Software & Data Management
- Real-time visualization and control via FPI WindView™ v4.x—a Qt-based GUI supporting multi-radar mosaic display, vertical cross-sections, time-height sections, and automated shear/turbulence alerts
- Automated data ingestion into PostgreSQL/PostGIS databases with RESTful API endpoints for integration with WRF-NMM, HYSPLIT, or EDR forecasting pipelines
- Comprehensive data provenance tracking: every profile includes timestamps (UTC + GPS nanosecond precision), antenna pointing metadata, calibration status flags, and noise-floor diagnostics
- Optional FDA 21 CFR Part 11-compliant mode with electronic signatures, role-based access control (RBAC), and immutable audit logs for GLP/GMP-aligned operational deployments
- Remote firmware updates via secure TLS 1.3 channel; OTA rollback capability ensures system recoverability
Applications
The WPR-Series serves mission-critical roles across civil, defense, and research domains.
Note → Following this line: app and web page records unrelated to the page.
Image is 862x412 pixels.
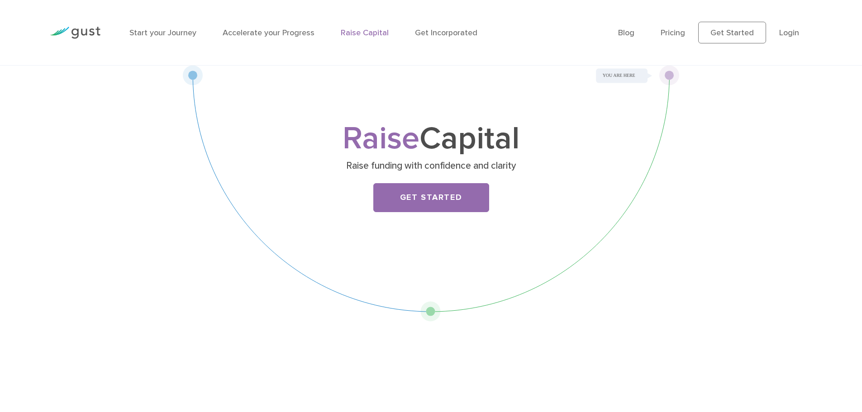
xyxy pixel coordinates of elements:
h1: Capital [253,124,610,153]
p: Raise funding with confidence and clarity [256,160,607,172]
img: Gust Logo [50,27,100,39]
a: Pricing [661,28,685,38]
span: Raise [343,119,420,158]
a: Accelerate your Progress [223,28,315,38]
a: Raise Capital [341,28,389,38]
a: Get Started [698,22,766,43]
a: Login [779,28,799,38]
a: Get Incorporated [415,28,478,38]
a: Blog [618,28,635,38]
a: Get Started [373,183,489,212]
a: Start your Journey [129,28,196,38]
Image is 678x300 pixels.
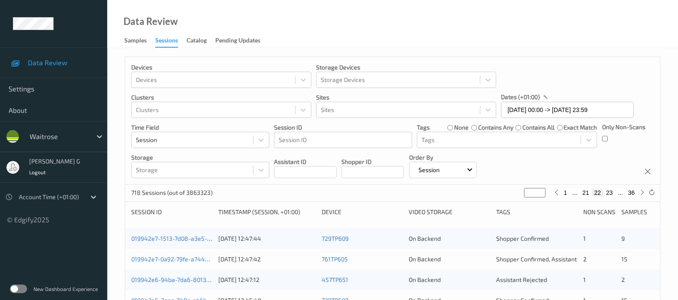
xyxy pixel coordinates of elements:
div: Session ID [131,208,212,216]
div: Timestamp (Session, +01:00) [218,208,316,216]
div: Sessions [155,36,178,48]
p: Time Field [131,123,269,132]
a: Catalog [187,35,215,47]
span: 2 [583,255,587,263]
div: On Backend [409,275,490,284]
p: Storage Devices [316,63,496,72]
button: 36 [625,189,637,196]
div: [DATE] 12:47:42 [218,255,316,263]
button: 22 [592,189,604,196]
div: [DATE] 12:47:44 [218,234,316,243]
div: On Backend [409,255,490,263]
p: Only Non-Scans [602,123,646,131]
p: Order By [409,153,477,162]
div: [DATE] 12:47:12 [218,275,316,284]
a: 019942e6-94ba-7da6-8013-19c11a4a5cff [131,276,245,283]
p: 718 Sessions (out of 3863323) [131,188,213,197]
button: 1 [562,189,570,196]
div: Samples [124,36,147,47]
a: 729TP609 [322,235,349,242]
p: Assistant ID [274,157,337,166]
a: Pending Updates [215,35,269,47]
div: On Backend [409,234,490,243]
button: 21 [580,189,592,196]
div: Data Review [124,17,178,26]
div: Device [322,208,403,216]
p: Tags [417,123,430,132]
p: Sites [316,93,496,102]
button: 23 [604,189,616,196]
a: Samples [124,35,155,47]
div: Samples [622,208,654,216]
span: Shopper Confirmed [496,235,549,242]
label: contains all [522,123,555,132]
span: Shopper Confirmed, Assistant Rejected [496,255,603,263]
div: Non Scans [583,208,616,216]
span: Assistant Rejected [496,276,547,283]
label: exact match [564,123,597,132]
p: dates (+01:00) [501,93,540,101]
p: Devices [131,63,311,72]
div: Catalog [187,36,207,47]
a: 457TP651 [322,276,348,283]
label: contains any [478,123,513,132]
span: 15 [622,255,628,263]
div: Video Storage [409,208,490,216]
span: 1 [583,235,586,242]
a: 761TP605 [322,255,348,263]
p: Session ID [274,123,412,132]
span: 9 [622,235,625,242]
div: Tags [496,208,577,216]
div: Pending Updates [215,36,260,47]
a: 019942e7-0a92-79fe-a744-f950e9b2d006 [131,255,248,263]
p: Storage [131,153,269,162]
p: Shopper ID [341,157,404,166]
span: 1 [583,276,586,283]
button: ... [616,189,626,196]
a: 019942e7-1513-7d08-a3e5-8ef0154d0fbe [131,235,246,242]
span: 2 [622,276,625,283]
label: none [454,123,469,132]
p: Session [416,166,443,174]
button: ... [570,189,580,196]
p: Clusters [131,93,311,102]
a: Sessions [155,35,187,48]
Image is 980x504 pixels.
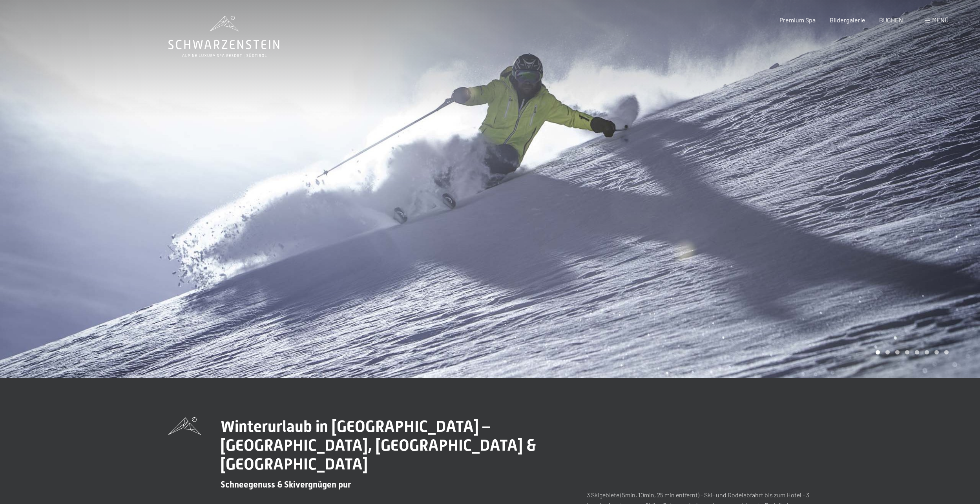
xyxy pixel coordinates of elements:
[221,417,536,473] span: Winterurlaub in [GEOGRAPHIC_DATA] – [GEOGRAPHIC_DATA], [GEOGRAPHIC_DATA] & [GEOGRAPHIC_DATA]
[879,16,903,24] a: BUCHEN
[895,350,899,354] div: Carousel Page 3
[914,350,919,354] div: Carousel Page 5
[873,350,948,354] div: Carousel Pagination
[875,350,880,354] div: Carousel Page 1 (Current Slide)
[934,350,938,354] div: Carousel Page 7
[944,350,948,354] div: Carousel Page 8
[924,350,929,354] div: Carousel Page 6
[932,16,948,24] span: Menü
[829,16,865,24] a: Bildergalerie
[904,350,909,354] div: Carousel Page 4
[885,350,889,354] div: Carousel Page 2
[779,16,816,24] a: Premium Spa
[221,479,351,489] span: Schneegenuss & Skivergnügen pur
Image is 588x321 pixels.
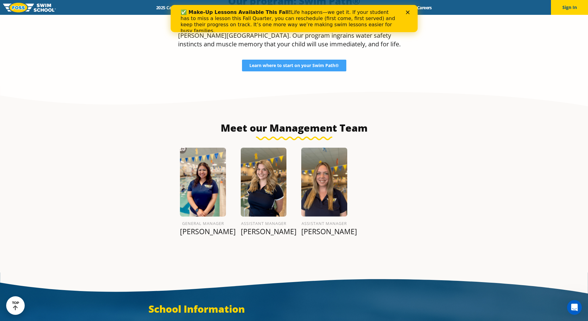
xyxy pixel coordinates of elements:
[180,148,226,216] img: Betsy-Figueroa.png
[190,5,216,10] a: Schools
[301,148,347,216] img: Lauren-Crowley-1.png
[180,220,226,227] h6: General Manager
[241,227,287,236] p: [PERSON_NAME]
[149,303,440,315] h3: School Information
[241,148,287,216] img: Taylor-Kinkead.png
[392,5,412,10] a: Blog
[10,4,120,10] b: ✅ Make-Up Lessons Available This Fall!
[149,122,440,134] h3: Meet our Management Team
[10,4,227,29] div: Life happens—we get it. If your student has to miss a lesson this Fall Quarter, you can reschedul...
[235,6,241,9] div: Close
[567,300,582,315] iframe: Intercom live chat
[241,220,287,227] h6: Assistant Manager
[249,63,339,68] span: Learn where to start on your Swim Path®
[178,23,401,48] span: at your local [PERSON_NAME][GEOGRAPHIC_DATA]. Our program ingrains water safety instincts and mus...
[216,5,270,10] a: Swim Path® Program
[3,3,56,12] img: FOSS Swim School Logo
[242,60,346,71] a: Learn where to start on your Swim Path®
[327,5,392,10] a: Swim Like [PERSON_NAME]
[12,301,19,310] div: TOP
[301,227,347,236] p: [PERSON_NAME]
[270,5,327,10] a: About [PERSON_NAME]
[180,227,226,236] p: [PERSON_NAME]
[171,5,418,32] iframe: Intercom live chat banner
[151,5,190,10] a: 2025 Calendar
[412,5,437,10] a: Careers
[301,220,347,227] h6: Assistant Manager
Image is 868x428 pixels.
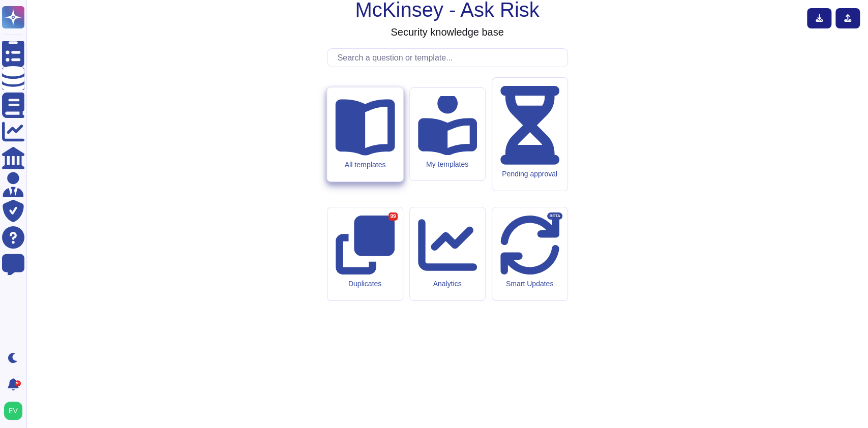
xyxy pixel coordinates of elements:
div: 9+ [15,380,21,387]
img: user [4,401,23,420]
div: Analytics [418,280,477,289]
div: Pending approval [501,170,560,179]
div: 99 [389,213,398,221]
div: My templates [418,160,477,169]
button: user [2,400,29,422]
div: Duplicates [336,280,395,289]
div: All templates [335,160,395,169]
div: BETA [547,213,562,220]
h3: Security knowledge base [391,26,504,38]
div: Smart Updates [501,280,560,289]
input: Search a question or template... [333,49,568,67]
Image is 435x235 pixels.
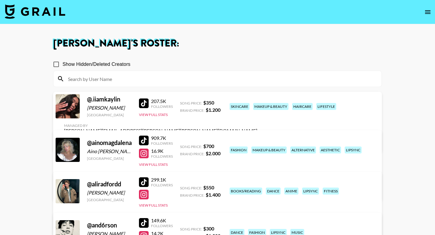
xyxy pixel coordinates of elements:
div: haircare [292,103,313,110]
div: aesthetic [320,147,341,154]
div: Followers [151,224,173,228]
div: anime [284,188,299,195]
div: dance [266,188,281,195]
div: books/reading [230,188,262,195]
div: lifestyle [317,103,336,110]
span: Brand Price: [180,152,205,156]
span: Song Price: [180,145,202,149]
strong: $ 2.000 [206,151,221,156]
span: Brand Price: [180,193,205,198]
div: Followers [151,183,173,187]
div: Followers [151,104,173,109]
div: Followers [151,154,173,159]
div: 207.5K [151,98,173,104]
div: [GEOGRAPHIC_DATA] [87,156,132,161]
div: 149.6K [151,218,173,224]
div: skincare [230,103,250,110]
img: Grail Talent [5,4,65,19]
span: Brand Price: [180,108,205,113]
div: 299.1K [151,177,173,183]
div: Followers [151,141,173,146]
div: [GEOGRAPHIC_DATA] [87,113,132,117]
div: fitness [323,188,339,195]
strong: $ 300 [203,226,214,232]
div: [PERSON_NAME] [87,190,132,196]
h1: [PERSON_NAME] 's Roster: [53,39,382,48]
div: makeup & beauty [252,147,287,154]
div: 16.9K [151,148,173,154]
strong: $ 1.400 [206,192,221,198]
div: Managed By [64,123,258,128]
div: fashion [230,147,248,154]
div: @ .iiamkaylin [87,96,132,103]
button: View Full Stats [139,112,168,117]
div: @ and6rson [87,222,132,229]
span: Song Price: [180,186,202,190]
div: alternative [291,147,316,154]
div: lipsync [345,147,362,154]
div: @ ainomagdalena [87,139,132,147]
span: Show Hidden/Deleted Creators [63,61,131,68]
div: @ aliradfordd [87,180,132,188]
div: [PERSON_NAME][EMAIL_ADDRESS][PERSON_NAME][PERSON_NAME][DOMAIN_NAME] [64,128,258,134]
input: Search by User Name [64,74,378,84]
strong: $ 1.200 [206,107,221,113]
div: lipsync [302,188,319,195]
strong: $ 550 [203,185,214,190]
button: View Full Stats [139,203,168,208]
div: 909.7K [151,135,173,141]
div: [GEOGRAPHIC_DATA] [87,198,132,202]
button: View Full Stats [139,162,168,167]
div: Aino [PERSON_NAME] [PERSON_NAME] Harakka [87,148,132,154]
strong: $ 350 [203,100,214,106]
div: [PERSON_NAME] [87,105,132,111]
strong: $ 700 [203,143,214,149]
span: Song Price: [180,101,202,106]
button: open drawer [422,6,434,18]
div: makeup & beauty [253,103,289,110]
span: Song Price: [180,227,202,232]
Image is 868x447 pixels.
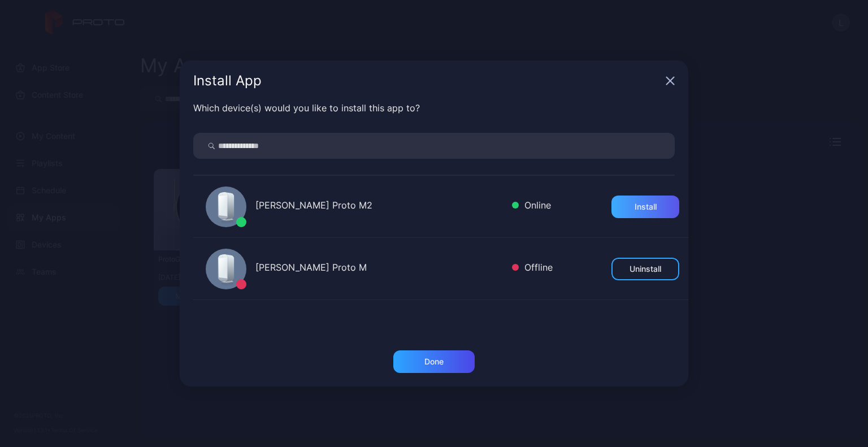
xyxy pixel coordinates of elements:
[512,261,553,276] div: Offline
[512,198,551,214] div: Online
[629,264,662,273] div: Uninstall
[635,202,657,211] div: Install
[611,258,679,280] button: Uninstall
[256,261,503,276] div: [PERSON_NAME] Proto M
[194,101,674,114] div: Which device(s) would you like to install this app to?
[425,357,443,366] div: Done
[194,74,662,88] div: Install App
[256,198,503,214] div: [PERSON_NAME] Proto M2
[611,195,679,218] button: Install
[393,350,475,373] button: Done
In aviation meteorology, it delivers high-temporal-resolution vertical wind shear and microburst precursor detection within 20 km of runway thresholds—directly feeding into LLWAS replacement architectures and ATC decision support tools. For environmental monitoring, it quantifies plume rise dynamics and transport pathways during dust storm events, industrial stack emissions, or wildfire smoke dispersion—enabling inverse modeling of source strength using adjoint techniques. In mesoscale research, synchronized networks of WPR units support validation of convection-permitting NWP models (e.g., COSMO, ARW-WRF) at sub-kilometer vertical resolution. It is routinely deployed in DOE ARM Mobile Facilities, NASA CAMP2Ex campaigns, and national hydrometeorological observatories requiring >95% annual data availability.
FAQ
Does this system use laser technology?
No. The WPR-Series is a radio-wave Doppler radar operating in UHF or VHF bands. It relies on Bragg scattering from refractive index irregularities—not optical backscatter—and contains no laser source or photodetector.
What is the maximum altitude coverage?
UHF variant: up to 6 km AGL under standard atmospheric conditions; VHF variant: up to 12 km AGL. Actual height coverage depends on transmitted power, antenna gain, and atmospheric signal-to-noise ratio.
Is the system compliant with aviation weather reporting standards?
Yes. Output formats and metadata structures conform to ICAO Annex 3, WMO BUFR Table D, and FAA AC 00-6B for integration into ASOS/AWOS and TDWR infrastructure.
Can multiple units be synchronized for 3D wind field reconstruction?
Yes. GPS-disciplined timing and configurable PRF allow phase-coherent multi-static operation. FPI provides turnkey network configuration tools and joint retrieval algorithms for volumetric wind tomography.
What maintenance is required for long-term unattended operation?
Annual calibration verification (antenna pattern, receiver linearity, timing offset) is recommended. No routine consumables or optical alignment are needed due to solid-state design and sealed AESA modules.